Zero rating, also known as “sponsored data”, is the policy of mobile network providers and mobile virtual network providers to not charge their clients for using specific services, such as Facebook or YouTube. Zero rating is a bad idea for several reasons: You give specific services an advantage over their competitors, and push users towards using a certain service and disadvantage all others.
This is particularly dangerous in third world countries, because the markets there are still in development. It’s now come to light that in certain African and Asian countries the number of Facebook users is larger than the number of (open) internet users. Which is bad news. It increases Facebook’s ever-growing data monopoly. It’s also detrimental for these countries because it puts the mobile market under pressure: The larger mobile operators that can offer these kinds of bundles are able to easily push the competitors aside.
The Dutch parliament has approved a proposal from the government to prohibit online price discrimination (“zero rating”). The Netherlands’ vote is in accordance with the country’s history of upholding strong net neutrality law, including the prohibition of zero rating.
BEREC, the Body of European Regulators of Electronic Communications must publish new rules on net neutrality by 30 August, which leaves them little time to process the hundreds of thousands of responses.
BEREC Guidelines on the Implementation by National Regulators of European Net Neutrality Rules have been drafted. They are designed to provide guidance on the implementation of the obligations of NRAs and include the obligations to closely monitor and ensure compliance with the rules to safeguard equal and non-discriminatory treatment of traffic in the provision of internet access services and related end-users rights.
Canada cracks down on zero-rating while FCC in US allows paid data cap exemptions. Canada is also taking a case-by-case approach to zero-rating instead of banning it outright. But yesterday, the Canadian Radio-television and Telecommunications Commission (CRTC) ordered changes to one carrier's zero-rating program and announced that it will enforce stricter guidelines for determining whether zero-rating programs are discriminatory.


:: REQUIREMENT ::
Would you transcribe each entry exactly as it stands, omitting the pictures?

:: TASK MATERIAL ::

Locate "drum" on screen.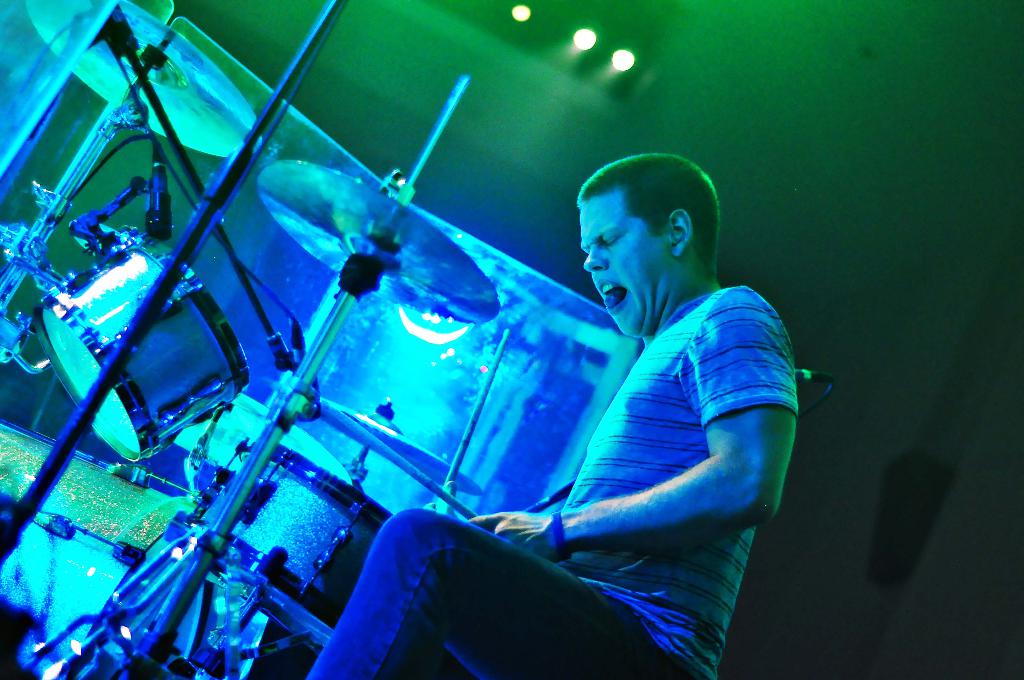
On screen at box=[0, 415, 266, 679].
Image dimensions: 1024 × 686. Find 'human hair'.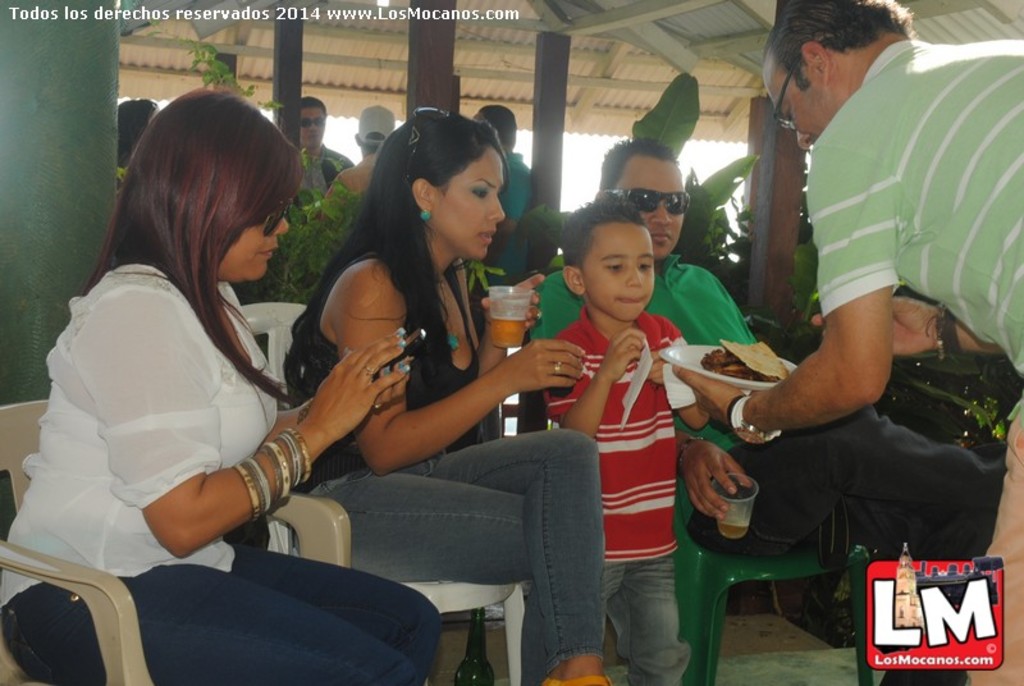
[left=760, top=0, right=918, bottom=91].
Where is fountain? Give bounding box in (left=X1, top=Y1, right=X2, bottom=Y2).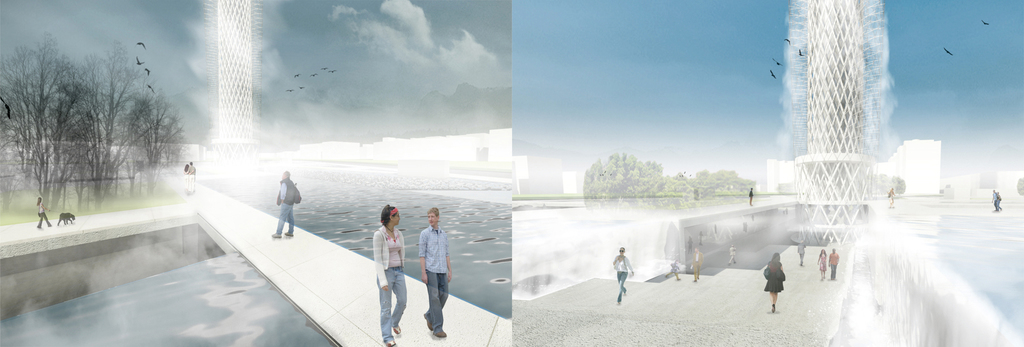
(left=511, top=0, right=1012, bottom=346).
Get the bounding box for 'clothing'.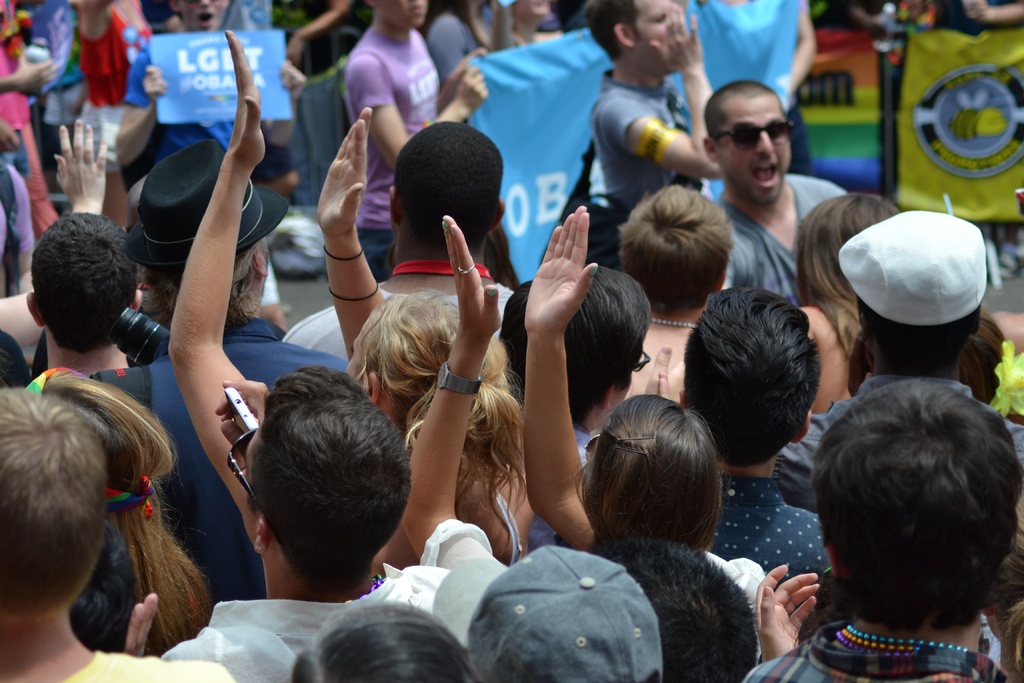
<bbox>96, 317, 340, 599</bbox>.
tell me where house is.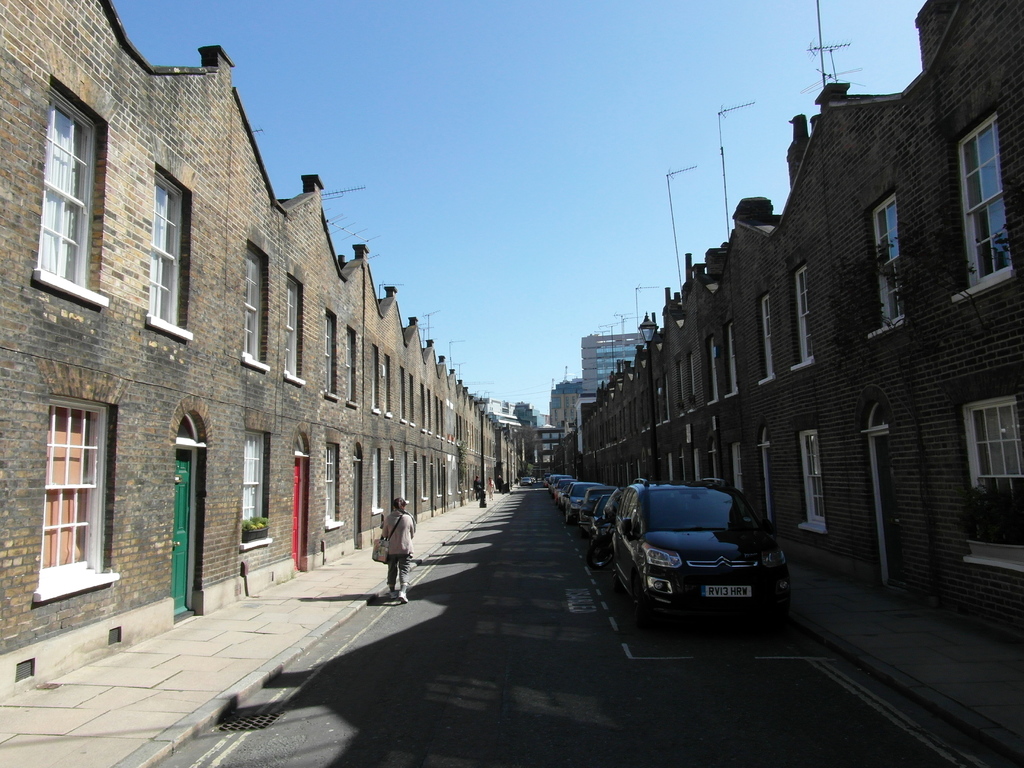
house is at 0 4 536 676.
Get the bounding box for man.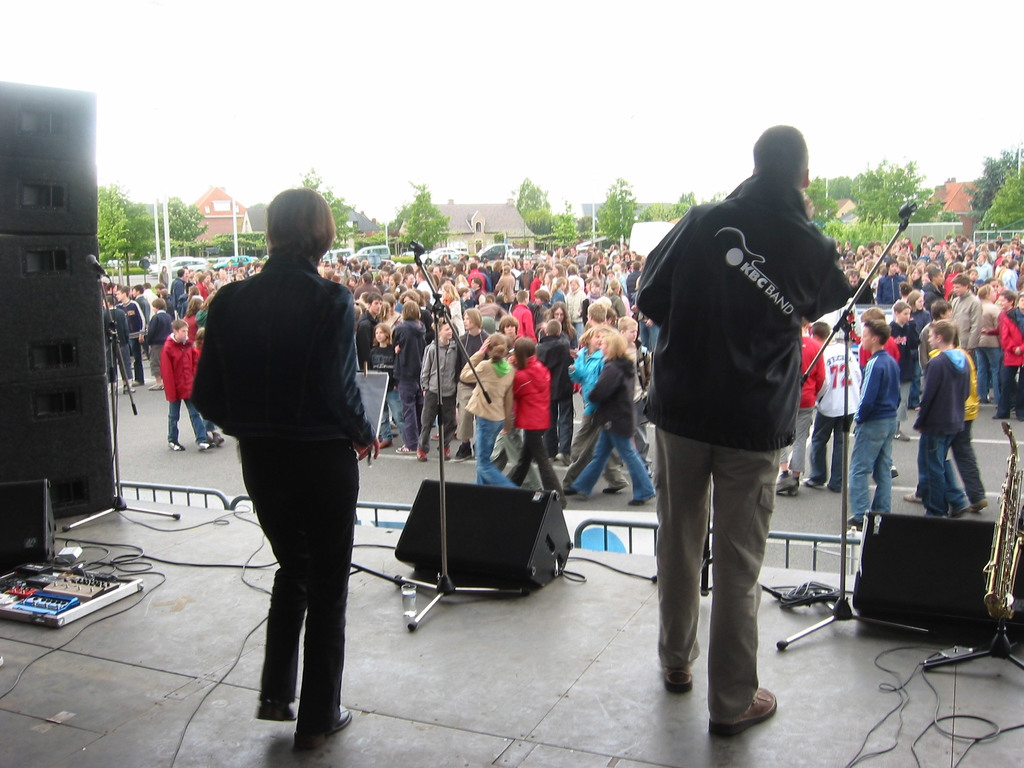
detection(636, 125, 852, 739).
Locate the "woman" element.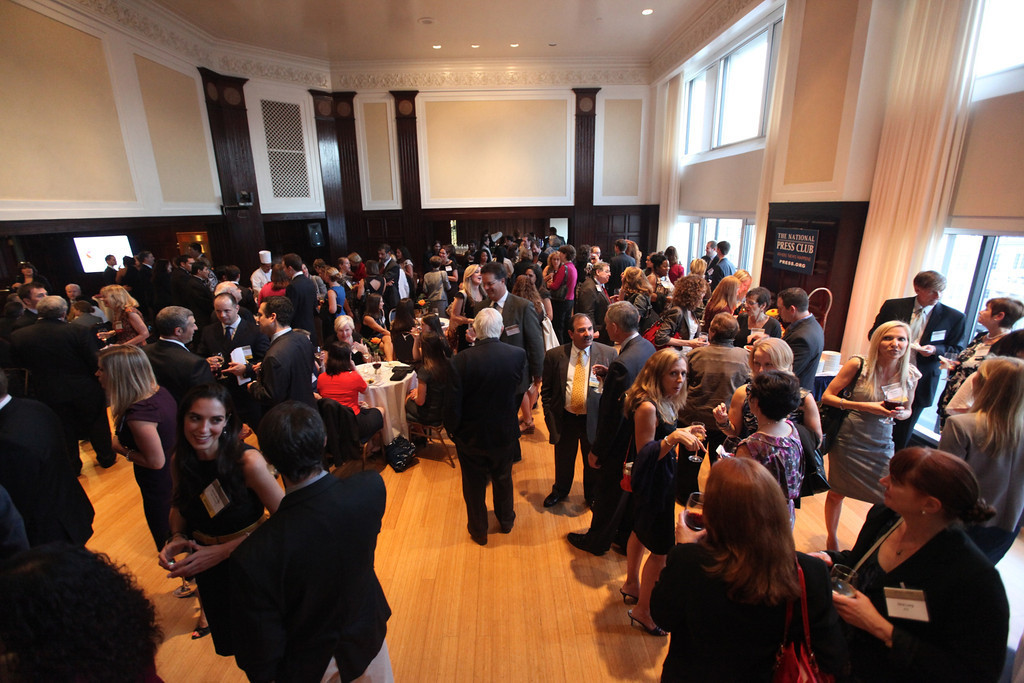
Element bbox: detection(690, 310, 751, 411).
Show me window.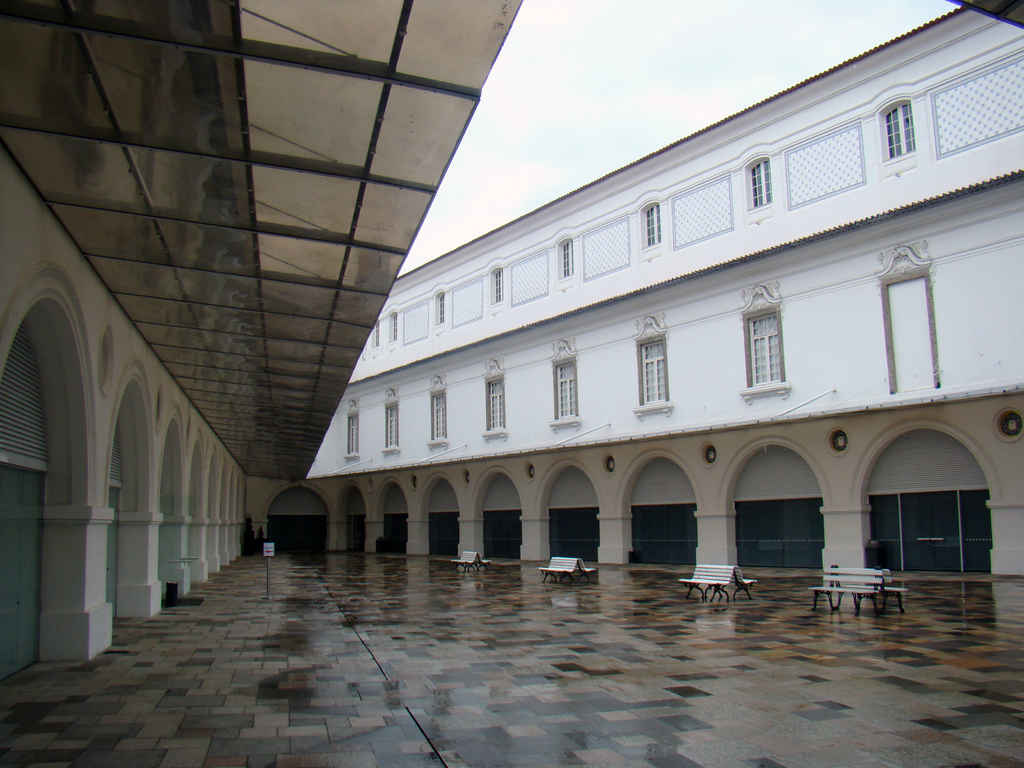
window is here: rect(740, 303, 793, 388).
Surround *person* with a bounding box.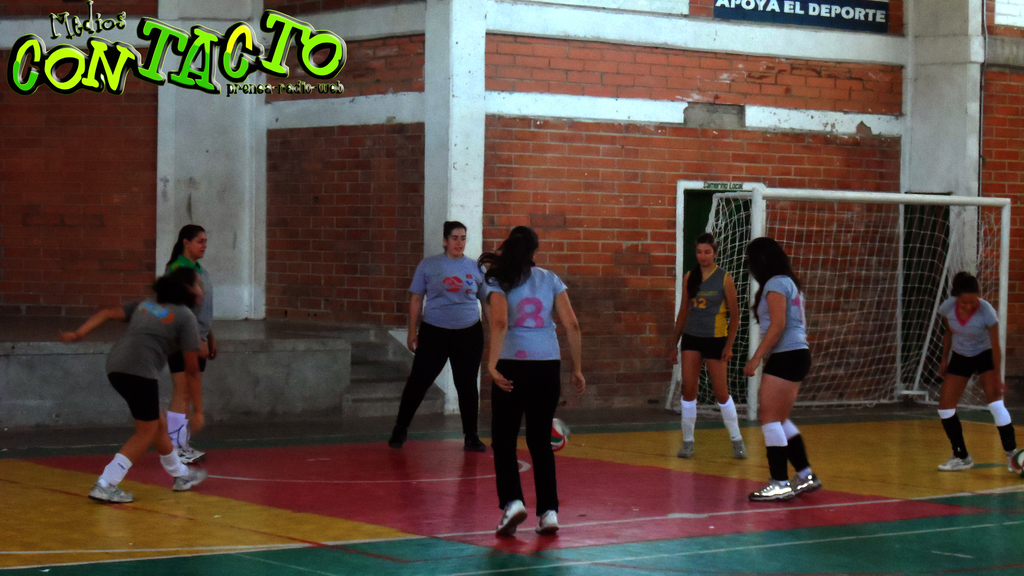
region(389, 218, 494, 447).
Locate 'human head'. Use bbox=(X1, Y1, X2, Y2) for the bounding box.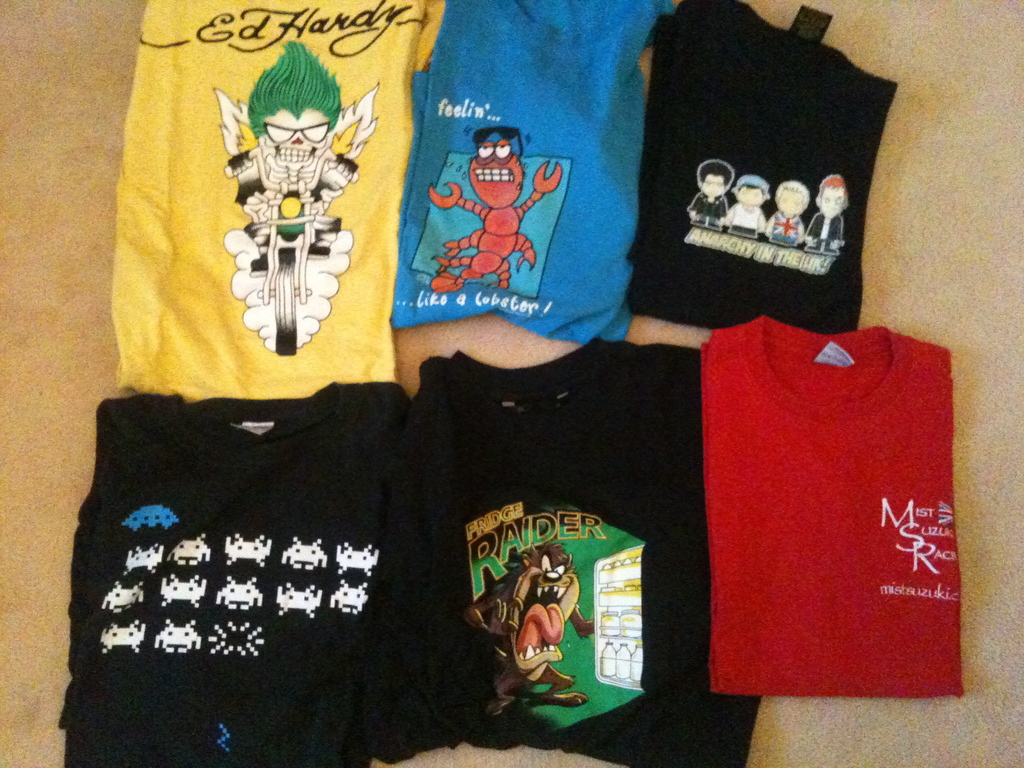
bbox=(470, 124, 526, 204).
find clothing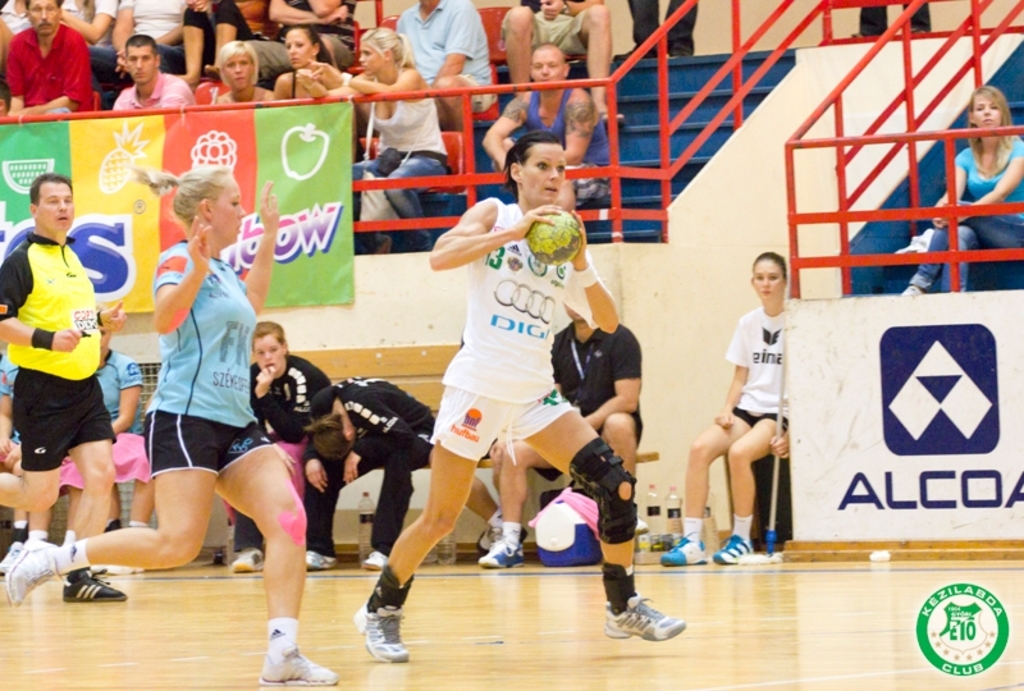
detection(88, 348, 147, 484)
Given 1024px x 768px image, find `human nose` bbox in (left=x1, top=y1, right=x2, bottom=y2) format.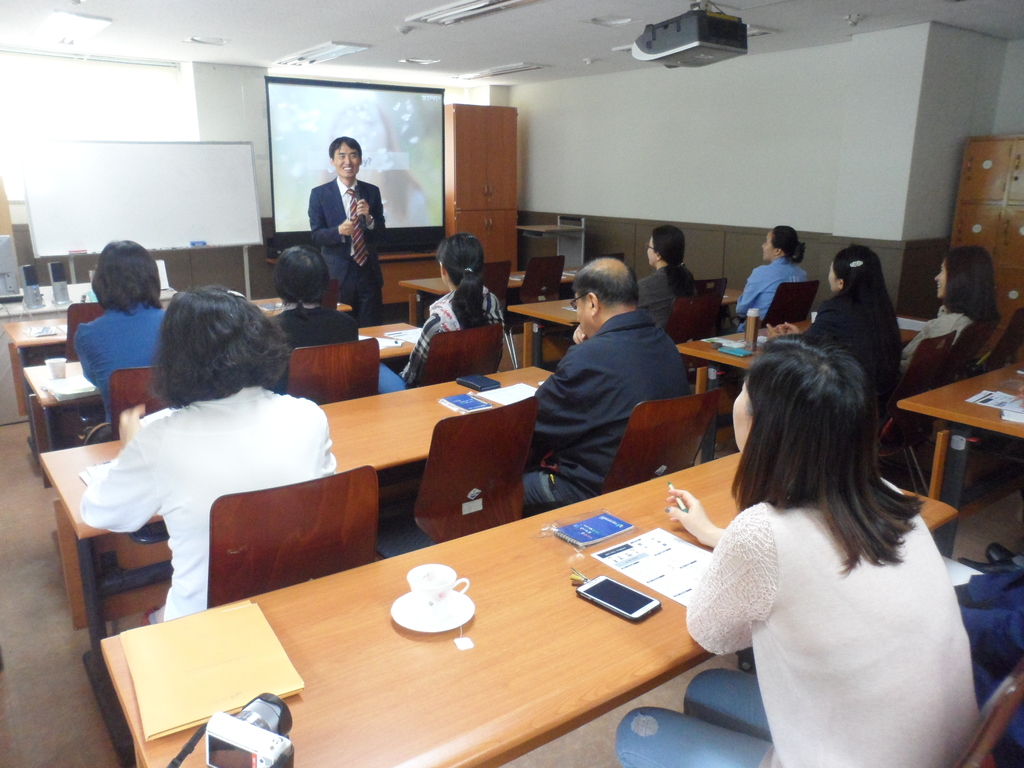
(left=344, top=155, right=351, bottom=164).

:: EXPECTED OUTPUT ::
Locate "drum" on screen.
On screen at box=[0, 415, 266, 679].
Image dimensions: 1024 × 686. Find 'human hair'.
[left=760, top=0, right=918, bottom=91].
Where is fountain? Give bounding box in (left=X1, top=Y1, right=X2, bottom=Y2).
(left=511, top=0, right=1012, bottom=346).
Get the bounding box for 'clothing'.
<bbox>96, 317, 340, 599</bbox>.
tell me where house is.
house is at 0 4 536 676.
Get the bounding box for man.
detection(636, 125, 852, 739).
Locate the "woman" element.
Element bbox: detection(690, 310, 751, 411).
Show me window.
window is here: rect(740, 303, 793, 388).
Surround *person* with a bounding box.
region(389, 218, 494, 447).
Locate 'human head'. Use bbox=(X1, Y1, X2, Y2) for the bounding box.
bbox=(470, 124, 526, 204).
find clothing
detection(88, 348, 147, 484)
Given 1024px x 768px image, find `human nose` bbox in (left=x1, top=y1, right=x2, bottom=y2) format.
(left=344, top=155, right=351, bottom=164).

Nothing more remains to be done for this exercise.